This post is my response to Web Worker Daily’s “open call” for contributors.
Opportunity
When I left my “office” job and went into business for myself I was thrilled at the chance to work with systems I thought were interesting, useful, different, etc.
The Promise. . .
A MacBook Pro was an easy choice: the combination of MS Office and iLife gives me the ability to run best-in-class software for my personal (music, photos, videos, etc) and professional (Word, Excel) lives from a single machine. Perfect!
Mobile email is essential as well. I opted for a Treo 650. I can’t remember exactly why at this point, except maybe that I could readily find a near-new Cingular version on eBay. I am not in love with the phone, but a smartphone is such a bundle of compromises that I probably wouldn’t love anything. I do love ChatterEmail as a replacement for the built-in VersaMail client, and developer Marc Blank is terrific about responding to questions and problems. MissingSync is a powerful, but troubled replacement for the Palm Desktop connector (more on that below).
So far so good. An email provider was next. Because I am away from my desk a lot, POP mail wasn’t going to work for me. I tried it briefly, but if I forgot to close my desktop mail client messages would disappear from the server and skip right past my Treo- no good.
The MS Outlook web client may have improved since I last used it, but I found it so clunky I longed for some alternative. Then I found Zimbra. Pretty to look at, slick to use. I was hooked and bought a hosted account through OnDeckTech. I liked them immediately, and still do, because they are what I strive for in my own business- small-in-the-best-kind-of-way, dependable, responsive to even the smallest customer (me). Special kudos to them for not dropping me once they found out what a demanding customer they had actually gotten (I think they know me by voice now).
And the Reality
It is fair to say that I like neat stuff, but it needs to work perfectly. I know that MS Outlook Web Access doesn’t. Sadly, neither does Zimbra.
It isn’t worth anyone’s time to read the details, but the summary is that Mac/iSync, Zimbra and Treo are unable to coexist happily on my computer. I primarily use iCal for my calendar, and it seems to get out of sync with the Zimbra web client about once a week. I go back and forth between thinking that iCal has some problem and that iSync has trouble with three-way syncing between iCal, Zimbra and the Treo.
AddressBook, Zimbra and MissingSync seem unable to get along as well (though Missing Sync does a better job than the Palm Desktop). Periodically, for no apparent reason, the three of them have trouble deciding whether email addresses should go in the “work” “home” or “email” fields and decide to put them in two out of three, or all, three for all of my contacts.
And then there are the times I tell the Zimbra connector to manually sync to the server and it blows it off. Just like my 8 year old when I tell him to clean his room, it makes a superficial 2 second effort that does absolutely nothing. Here I have found the only remedy is to click the “reset sync data” button, nervously click “ok” when it asks if I want to delete all data from the Zimbra server and replace from the desktop (backup iCal and AddressBook first!), then hold my breath for as much of the next five minutes as possible while the data gets replaced and re-synced.
But why don’t I just sync the Treo wirelessly with the Zimbra server, you might reasonably ask? The reason is a dark secret of Palm’s known as the AIRSam StatMachine” error, and that is a subject for a lengthy post of its own so I won’t get into it here. It is enough to say I got it bad and can’t find a cure.
Mostly Happy Ending- except on certain days
Once I put everything together, the report card is pretty good with one major black mark:
*MacBookPro – A- (nope, the heat doesn’t bother me, but the battery sure doesn’t last long)
*Treo 650 – C+ (an A would require 3G, a QWERTY keyboard, full iTunes compatibility, longer battery life and a big screen, and it would fit in my coin pocket. It would get a B if it didn’t crash as much and the screws in the back hadn’t all worked themselves loose)
*Zimbra – B+. (I like the web client and might use it full-time whenever offline support becomes available. It’s the iSync connector that drags down the score.)
*Time spent troubleshooting problems on my own – D
It isn’t a bad GPA, up until the last part. The lost time is the killer. Almost makes me want to go back to work someplace with an IT department. Almost.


Assigned task:
Would you give the data below back exactly as it reads?

Input material:
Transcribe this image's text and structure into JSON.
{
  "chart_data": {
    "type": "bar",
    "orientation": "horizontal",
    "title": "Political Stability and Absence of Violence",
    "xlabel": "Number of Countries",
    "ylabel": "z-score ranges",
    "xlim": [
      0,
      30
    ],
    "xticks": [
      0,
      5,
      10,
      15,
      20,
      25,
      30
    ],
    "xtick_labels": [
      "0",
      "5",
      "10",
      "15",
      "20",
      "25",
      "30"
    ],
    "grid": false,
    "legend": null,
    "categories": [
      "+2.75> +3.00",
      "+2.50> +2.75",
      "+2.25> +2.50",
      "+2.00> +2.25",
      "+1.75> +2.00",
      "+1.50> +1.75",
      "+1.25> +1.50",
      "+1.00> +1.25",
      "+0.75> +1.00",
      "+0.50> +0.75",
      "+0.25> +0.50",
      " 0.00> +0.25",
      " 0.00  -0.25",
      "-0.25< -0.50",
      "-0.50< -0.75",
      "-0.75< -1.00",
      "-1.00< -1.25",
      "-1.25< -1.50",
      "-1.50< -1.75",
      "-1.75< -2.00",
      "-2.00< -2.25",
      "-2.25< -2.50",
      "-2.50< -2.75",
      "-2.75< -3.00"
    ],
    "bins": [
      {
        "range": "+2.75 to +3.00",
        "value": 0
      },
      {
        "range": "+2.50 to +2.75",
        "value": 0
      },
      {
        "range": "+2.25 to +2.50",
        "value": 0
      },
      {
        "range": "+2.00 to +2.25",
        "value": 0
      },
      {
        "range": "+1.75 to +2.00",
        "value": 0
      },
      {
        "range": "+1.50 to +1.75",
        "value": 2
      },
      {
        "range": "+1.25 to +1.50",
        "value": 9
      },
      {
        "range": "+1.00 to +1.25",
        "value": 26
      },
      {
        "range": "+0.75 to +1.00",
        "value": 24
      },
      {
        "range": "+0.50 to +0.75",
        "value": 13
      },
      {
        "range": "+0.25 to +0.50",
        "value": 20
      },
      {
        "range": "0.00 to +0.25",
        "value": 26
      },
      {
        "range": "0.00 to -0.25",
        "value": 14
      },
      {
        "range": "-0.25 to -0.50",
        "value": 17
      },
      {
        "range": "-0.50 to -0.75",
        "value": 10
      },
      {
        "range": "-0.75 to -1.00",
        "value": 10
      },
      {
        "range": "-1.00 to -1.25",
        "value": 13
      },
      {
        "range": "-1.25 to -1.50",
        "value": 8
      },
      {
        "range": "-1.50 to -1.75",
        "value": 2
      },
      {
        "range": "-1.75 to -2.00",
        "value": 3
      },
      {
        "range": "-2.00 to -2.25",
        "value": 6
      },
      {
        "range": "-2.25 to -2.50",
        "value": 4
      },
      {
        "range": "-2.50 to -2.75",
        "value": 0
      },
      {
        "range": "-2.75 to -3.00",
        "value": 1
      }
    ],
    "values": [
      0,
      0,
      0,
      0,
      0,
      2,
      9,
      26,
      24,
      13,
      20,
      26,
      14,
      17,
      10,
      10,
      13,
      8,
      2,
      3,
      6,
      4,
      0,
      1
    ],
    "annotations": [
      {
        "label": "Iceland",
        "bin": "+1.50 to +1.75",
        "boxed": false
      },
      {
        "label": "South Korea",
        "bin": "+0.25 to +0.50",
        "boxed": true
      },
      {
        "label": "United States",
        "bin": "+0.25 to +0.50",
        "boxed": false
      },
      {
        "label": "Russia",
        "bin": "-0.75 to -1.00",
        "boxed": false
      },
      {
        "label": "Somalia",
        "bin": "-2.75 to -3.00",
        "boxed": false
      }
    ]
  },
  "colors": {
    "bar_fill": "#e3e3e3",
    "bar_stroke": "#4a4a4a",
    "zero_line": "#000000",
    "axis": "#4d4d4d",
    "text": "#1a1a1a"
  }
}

Answer space:
Transcribe this image's text and structure into JSON.
{
  "chart_data": {
    "type": "bar",
    "orientation": "horizontal",
    "title": "Political Stability and Absence of Violence",
    "xlabel": "Number of Countries",
    "ylabel": "z-score ranges",
    "xlim": [
      0,
      30
    ],
    "xticks": [
      0,
      5,
      10,
      15,
      20,
      25,
      30
    ],
    "xtick_labels": [
      "0",
      "5",
      "10",
      "15",
      "20",
      "25",
      "30"
    ],
    "grid": false,
    "legend": null,
    "categories": [
      "+2.75> +3.00",
      "+2.50> +2.75",
      "+2.25> +2.50",
      "+2.00> +2.25",
      "+1.75> +2.00",
      "+1.50> +1.75",
      "+1.25> +1.50",
      "+1.00> +1.25",
      "+0.75> +1.00",
      "+0.50> +0.75",
      "+0.25> +0.50",
      " 0.00> +0.25",
      " 0.00  -0.25",
      "-0.25< -0.50",
      "-0.50< -0.75",
      "-0.75< -1.00",
      "-1.00< -1.25",
      "-1.25< -1.50",
      "-1.50< -1.75",
      "-1.75< -2.00",
      "-2.00< -2.25",
      "-2.25< -2.50",
      "-2.50< -2.75",
      "-2.75< -3.00"
    ],
    "bins": [
      {
        "range": "+2.75 to +3.00",
        "value": 0
      },
      {
        "range": "+2.50 to +2.75",
        "value": 0
      },
      {
        "range": "+2.25 to +2.50",
        "value": 0
      },
      {
        "range": "+2.00 to +2.25",
        "value": 0
      },
      {
        "range": "+1.75 to +2.00",
        "value": 0
      },
      {
        "range": "+1.50 to +1.75",
        "value": 2
      },
      {
        "range": "+1.25 to +1.50",
        "value": 9
      },
      {
        "range": "+1.00 to +1.25",
        "value": 26
      },
      {
        "range": "+0.75 to +1.00",
        "value": 24
      },
      {
        "range": "+0.50 to +0.75",
        "value": 13
      },
      {
        "range": "+0.25 to +0.50",
        "value": 20
      },
      {
        "range": "0.00 to +0.25",
        "value": 26
      },
      {
        "range": "0.00 to -0.25",
        "value": 14
      },
      {
        "range": "-0.25 to -0.50",
        "value": 17
      },
      {
        "range": "-0.50 to -0.75",
        "value": 10
      },
      {
        "range": "-0.75 to -1.00",
        "value": 10
      },
      {
        "range": "-1.00 to -1.25",
        "value": 13
      },
      {
        "range": "-1.25 to -1.50",
        "value": 8
      },
      {
        "range": "-1.50 to -1.75",
        "value": 2
      },
      {
        "range": "-1.75 to -2.00",
        "value": 3
      },
      {
        "range": "-2.00 to -2.25",
        "value": 6
      },
      {
        "range": "-2.25 to -2.50",
        "value": 4
      },
      {
        "range": "-2.50 to -2.75",
        "value": 0
      },
      {
        "range": "-2.75 to -3.00",
        "value": 1
      }
    ],
    "values": [
      0,
      0,
      0,
      0,
      0,
      2,
      9,
      26,
      24,
      13,
      20,
      26,
      14,
      17,
      10,
      10,
      13,
      8,
      2,
      3,
      6,
      4,
      0,
      1
    ],
    "annotations": [
      {
        "label": "Iceland",
        "bin": "+1.50 to +1.75",
        "boxed": false
      },
      {
        "label": "South Korea",
        "bin": "+0.25 to +0.50",
        "boxed": true
      },
      {
        "label": "United States",
        "bin": "+0.25 to +0.50",
        "boxed": false
      },
      {
        "label": "Russia",
        "bin": "-0.75 to -1.00",
        "boxed": false
      },
      {
        "label": "Somalia",
        "bin": "-2.75 to -3.00",
        "boxed": false
      }
    ]
  },
  "colors": {
    "bar_fill": "#e3e3e3",
    "bar_stroke": "#4a4a4a",
    "zero_line": "#000000",
    "axis": "#4d4d4d",
    "text": "#1a1a1a"
  }
}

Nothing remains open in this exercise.